Where the unemployment rate reflects the supplyside of the labour market, the vacancy rate gives an indi-cation of the demand for labour in a region. When thereare more vacancies per unemployed the likelihood offinding a job is higher. It is expected that a highervacancy rate leads to higher regional employmentshares for both men and women. Employment oppor-tunities are also influenced by the sector compositionof employment. Due to occupational segregation,these opportunities differ for men and women.BOWEN and FINEGAN (1969, p. 479) first introducedthe sector composition of employment ‘designed tomeasure structural differences between metropolitanareas in the relative abundance of those jobs commonlyheld by females’. Regions with a relative abundance of

jobs commonly held by women, that is, female-domi-nated sectors, such as healthcare and education wheremore part-time jobs are available and working hoursare flexible, are expected to show higher femaleemployment rates.

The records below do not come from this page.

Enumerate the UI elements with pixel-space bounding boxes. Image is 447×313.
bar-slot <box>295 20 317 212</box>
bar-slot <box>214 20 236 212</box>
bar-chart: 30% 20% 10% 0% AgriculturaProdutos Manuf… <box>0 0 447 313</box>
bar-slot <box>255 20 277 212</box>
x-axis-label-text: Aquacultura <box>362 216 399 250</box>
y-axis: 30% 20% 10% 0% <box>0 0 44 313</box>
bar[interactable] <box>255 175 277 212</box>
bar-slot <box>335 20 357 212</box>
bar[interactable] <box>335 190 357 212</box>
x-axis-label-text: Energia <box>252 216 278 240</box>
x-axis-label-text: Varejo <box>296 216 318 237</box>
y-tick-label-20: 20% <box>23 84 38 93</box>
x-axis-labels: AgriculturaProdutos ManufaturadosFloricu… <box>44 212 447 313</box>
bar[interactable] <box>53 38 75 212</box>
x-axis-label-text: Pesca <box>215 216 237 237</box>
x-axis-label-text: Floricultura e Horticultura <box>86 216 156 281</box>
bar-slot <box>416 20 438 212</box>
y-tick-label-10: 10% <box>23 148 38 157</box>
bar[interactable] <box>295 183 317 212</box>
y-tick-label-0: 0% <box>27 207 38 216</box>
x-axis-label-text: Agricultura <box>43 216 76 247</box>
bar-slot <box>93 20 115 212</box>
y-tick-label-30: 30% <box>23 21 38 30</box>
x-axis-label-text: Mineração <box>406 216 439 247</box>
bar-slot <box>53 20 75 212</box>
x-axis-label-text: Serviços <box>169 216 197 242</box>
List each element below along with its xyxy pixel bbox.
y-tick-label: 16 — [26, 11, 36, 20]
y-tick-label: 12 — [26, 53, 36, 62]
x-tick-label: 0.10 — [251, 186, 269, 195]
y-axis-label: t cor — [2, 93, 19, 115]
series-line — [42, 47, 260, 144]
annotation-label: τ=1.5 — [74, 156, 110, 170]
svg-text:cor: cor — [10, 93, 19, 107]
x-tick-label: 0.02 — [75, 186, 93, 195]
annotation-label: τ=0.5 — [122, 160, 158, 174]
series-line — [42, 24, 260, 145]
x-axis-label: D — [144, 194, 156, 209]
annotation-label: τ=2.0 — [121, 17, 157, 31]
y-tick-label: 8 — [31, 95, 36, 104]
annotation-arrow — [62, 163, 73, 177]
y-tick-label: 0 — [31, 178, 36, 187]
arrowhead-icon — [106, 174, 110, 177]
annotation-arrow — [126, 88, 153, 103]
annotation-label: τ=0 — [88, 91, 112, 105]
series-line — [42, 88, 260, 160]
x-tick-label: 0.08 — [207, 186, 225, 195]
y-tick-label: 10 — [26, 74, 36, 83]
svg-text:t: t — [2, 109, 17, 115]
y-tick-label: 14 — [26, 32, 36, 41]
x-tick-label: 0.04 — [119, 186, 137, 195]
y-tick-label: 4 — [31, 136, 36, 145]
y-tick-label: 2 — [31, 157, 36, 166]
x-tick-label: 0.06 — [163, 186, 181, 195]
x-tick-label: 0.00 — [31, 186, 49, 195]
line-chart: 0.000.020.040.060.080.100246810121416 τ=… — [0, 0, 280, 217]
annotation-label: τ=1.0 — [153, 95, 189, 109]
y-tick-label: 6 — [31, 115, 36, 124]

Another indicator of access to employment opportu-nities is urbanization. Highly urbanized areas tend tohave favourable labour conditions simply becausethere are more jobs available, which means betteropportunities of achieving a positive job match (VANDER LAAN and VAN DER BOUT, 1990; DE MEESTER

et al., 2007). Moreover, large firm headquarters andgovernment offices, which customarily employ a largenumber of women, are predominantly located inhighly urbanized areas (SIEGERS and ZANDANEL,1981). DE MEESTER et al. (2007) also mention the posi-tive effect of supporting services in urban areas. Urban-ization can also be viewed as a substitute for the degreeof emancipation (VAN DER VEEN and EVERS, 1984;VAN DER LAAN and VAN DER BOUT, 1990). DE

MEESTER et al. (2007) found some evidence of theemergence of a ‘combination model’ in highly urbanareas in the Netherlands, whereas the dominant modelis the ‘one-and-a-half model’. In the ‘combinationmodel’ highly educated women and equally or less edu-cated partners divide both paid and unpaid tasks moreequally. Similarly, SIEGERS and ZANDANEL (1981)argue that societal opposition against female employ-ment is probably lower in urban areas. Regardless ofgender, regions with higher levels of urbanization areexpected to show higher employment rates, particularlyfor females.

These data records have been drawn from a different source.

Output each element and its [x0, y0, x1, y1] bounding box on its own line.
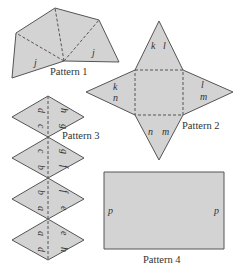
edge-label: h [59, 247, 70, 252]
edge-label-p-left: p [107, 205, 113, 216]
edge-label-k-top: k [151, 40, 156, 51]
edge-label-l-right: l [201, 79, 204, 90]
pattern-2-caption: Pattern 2 [182, 120, 220, 131]
edge-label: a [36, 206, 47, 211]
pattern-1-caption: Pattern 1 [50, 66, 88, 77]
pattern-3-caption: Pattern 3 [62, 130, 100, 141]
edge-label: c [36, 149, 47, 154]
edge-label-l-top: l [163, 40, 166, 51]
pattern-3: d c h g c b g f b a f e a d e h Pattern … [12, 96, 100, 260]
edge-label-m-bottom: m [162, 126, 169, 137]
edge-label: b [36, 165, 47, 170]
edge-label-m-right: m [200, 91, 207, 102]
edge-label: g [59, 149, 70, 154]
edge-label: b [36, 190, 47, 195]
edge-label-p-right: p [213, 205, 219, 216]
pattern-4: p p Pattern 4 [104, 172, 224, 265]
edge-label-k-left: k [113, 81, 118, 92]
edge-label: c [36, 124, 47, 129]
edge-label: g [59, 124, 70, 129]
edge-label: a [36, 231, 47, 236]
pattern-1: j j Pattern 1 [12, 8, 119, 78]
edge-label: e [59, 206, 70, 211]
nets-diagram: j j Pattern 1 k l k n l m n m Pattern 2 … [0, 0, 238, 271]
edge-label: h [59, 108, 70, 113]
edge-label: e [59, 231, 70, 236]
edge-label-n-bottom: n [148, 126, 153, 137]
pattern-4-caption: Pattern 4 [143, 254, 181, 265]
edge-label-n-left: n [113, 92, 118, 103]
pattern-4-rectangle [104, 172, 224, 249]
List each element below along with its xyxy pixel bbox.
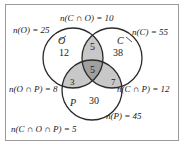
count-o-and-p: 3 — [70, 78, 75, 87]
count-c-and-o-and-p: 5 — [90, 65, 95, 75]
label-n-c-and-o: n(C ∩ O) = 10 — [60, 14, 114, 23]
label-n-o: n(O) = 25 — [13, 26, 50, 35]
label-n-c: n(C) = 55 — [132, 28, 168, 37]
count-o-only: 12 — [59, 48, 69, 58]
venn-diagram-page: O C P 12 38 30 5 5 3 7 n(C ∩ O) = 10 n(O… — [0, 0, 186, 148]
set-label-o: O — [58, 36, 65, 46]
set-label-p: P — [70, 98, 76, 108]
label-n-p: n(P) = 45 — [106, 112, 142, 121]
label-n-c-and-p: n(C ∩ P) = 12 — [117, 85, 170, 94]
leader-line-c — [126, 37, 132, 42]
count-c-only: 38 — [113, 48, 123, 58]
count-c-and-p: 7 — [111, 78, 116, 87]
set-label-c: C — [117, 36, 124, 46]
label-n-c-and-o-and-p: n(C ∩ O ∩ P) = 5 — [11, 125, 77, 134]
label-n-o-and-p: n(O ∩ P) = 8 — [9, 85, 58, 94]
count-p-only: 30 — [89, 96, 99, 106]
count-c-and-o: 5 — [90, 42, 95, 52]
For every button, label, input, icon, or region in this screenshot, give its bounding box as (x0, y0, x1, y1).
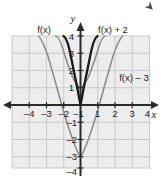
x-tick-label: 2 (112, 108, 117, 119)
y-tick-label: –3 (66, 151, 77, 162)
x-axis-label: x (151, 108, 157, 120)
x-tick-label: 4 (145, 108, 150, 119)
y-tick-label: 4 (69, 31, 74, 42)
x-axis-arrow-left (3, 101, 11, 109)
arrow-artifact-icon (144, 1, 155, 12)
y-tick-label: 2 (69, 65, 74, 76)
y-axis-arrow (77, 22, 85, 31)
graph-figure: –4 –3 –2 –1 1 2 3 4 4 3 2 1 –1 –2 –3 –4 … (0, 0, 163, 176)
curve-label-f-of-x: f(x) (37, 24, 51, 35)
y-tick-label: –2 (66, 134, 77, 145)
curve-label-f-of-x-plus-2: f(x) + 2 (98, 24, 128, 35)
y-tick-label: 3 (69, 48, 74, 59)
x-tick-label: –4 (24, 108, 35, 119)
y-tick-label: –4 (66, 166, 77, 176)
y-axis-label: y (70, 12, 76, 24)
curve-label-f-of-x-minus-3: f(x) – 3 (119, 72, 149, 83)
x-tick-label: 3 (130, 108, 135, 119)
x-tick-label: –3 (41, 108, 52, 119)
coordinate-plane-svg: –4 –3 –2 –1 1 2 3 4 4 3 2 1 –1 –2 –3 –4 … (0, 0, 163, 176)
x-tick-label: 1 (95, 108, 100, 119)
y-tick-label: 1 (69, 82, 74, 93)
y-tick-label: –1 (66, 117, 77, 128)
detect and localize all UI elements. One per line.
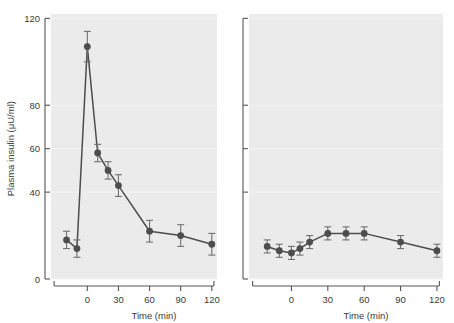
data-point-marker — [115, 182, 122, 189]
panel-right: 0306090120Time (min) — [243, 14, 445, 321]
y-tick-label: 60 — [29, 143, 40, 154]
x-tick-label: 90 — [175, 294, 186, 305]
x-tick-label: 60 — [144, 294, 155, 305]
data-point-marker — [361, 230, 368, 237]
figure-container: 0406080120Plasma insulin (μU/ml)03060901… — [0, 0, 454, 323]
y-tick-label: 0 — [35, 274, 40, 285]
x-axis-title: Time (min) — [343, 310, 388, 321]
y-axis-title: Plasma insulin (μU/ml) — [5, 101, 16, 196]
data-point-marker — [324, 230, 331, 237]
x-tick-label: 120 — [429, 294, 445, 305]
chart-svg: 0406080120Plasma insulin (μU/ml)03060901… — [0, 0, 454, 323]
x-tick-label: 120 — [204, 294, 220, 305]
panel-left: 0406080120Plasma insulin (μU/ml)03060901… — [5, 13, 220, 321]
data-point-marker — [306, 239, 313, 246]
data-point-marker — [63, 237, 70, 244]
y-tick-label: 40 — [29, 187, 40, 198]
data-point-marker — [397, 239, 404, 246]
y-tick-label: 80 — [29, 100, 40, 111]
data-point-marker — [74, 245, 81, 252]
data-point-marker — [297, 245, 304, 252]
data-point-marker — [288, 250, 295, 257]
x-tick-label: 0 — [289, 294, 294, 305]
data-point-marker — [264, 243, 271, 250]
data-point-marker — [105, 167, 112, 174]
data-point-marker — [84, 43, 91, 50]
x-axis-title: Time (min) — [131, 310, 176, 321]
y-tick-label: 120 — [24, 13, 40, 24]
data-point-marker — [146, 228, 153, 235]
x-tick-label: 30 — [113, 294, 124, 305]
data-point-marker — [177, 232, 184, 239]
x-tick-label: 60 — [359, 294, 370, 305]
x-tick-label: 30 — [323, 294, 334, 305]
x-tick-label: 0 — [85, 294, 90, 305]
data-point-marker — [94, 150, 101, 157]
data-point-marker — [434, 247, 441, 254]
data-point-marker — [276, 247, 283, 254]
data-point-marker — [343, 230, 350, 237]
data-point-marker — [208, 241, 215, 248]
x-tick-label: 90 — [395, 294, 406, 305]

A higher travel-to-work commute duration in aregion is an indication of the relative scarcity of suitablenearby jobs. A shorter commuting time then impliesthat more suitable jobs are available at a short distance.Women commute a shorter distance and time thanmen (TURNER and NIEMEIER, 1997; CAMSTRA,1996; PRATT and HANSON, 1991). In 2003 Dutchmen commute on average just over 20 kilometres andfor women this is about 12 kilometres (MOLNÁR,2004). According to CAMSTRA (1996), womenusually work fewer hours and earn less, which makescommuting relatively time-consuming and expensive.Furthermore, since women do a large share of theunpaid work, their time available for paid employmentand travelling to and from work is far less than for men(HANSON and PRATT, 1990). However, CAMSTRA

(1996) and CRANE (2007) also found evidence thatthe gender gap in commuting is converging. A negativerelation between a higher average commuting durationand employment is expected and this influence isexpected to be stronger for women because they aremore sensitive to longer commuting times.

As described in the Introduction, during the 1970sand 1980s a large group of married women enteredand remained in the labour force throughout theirworking lives, combining work with raising children.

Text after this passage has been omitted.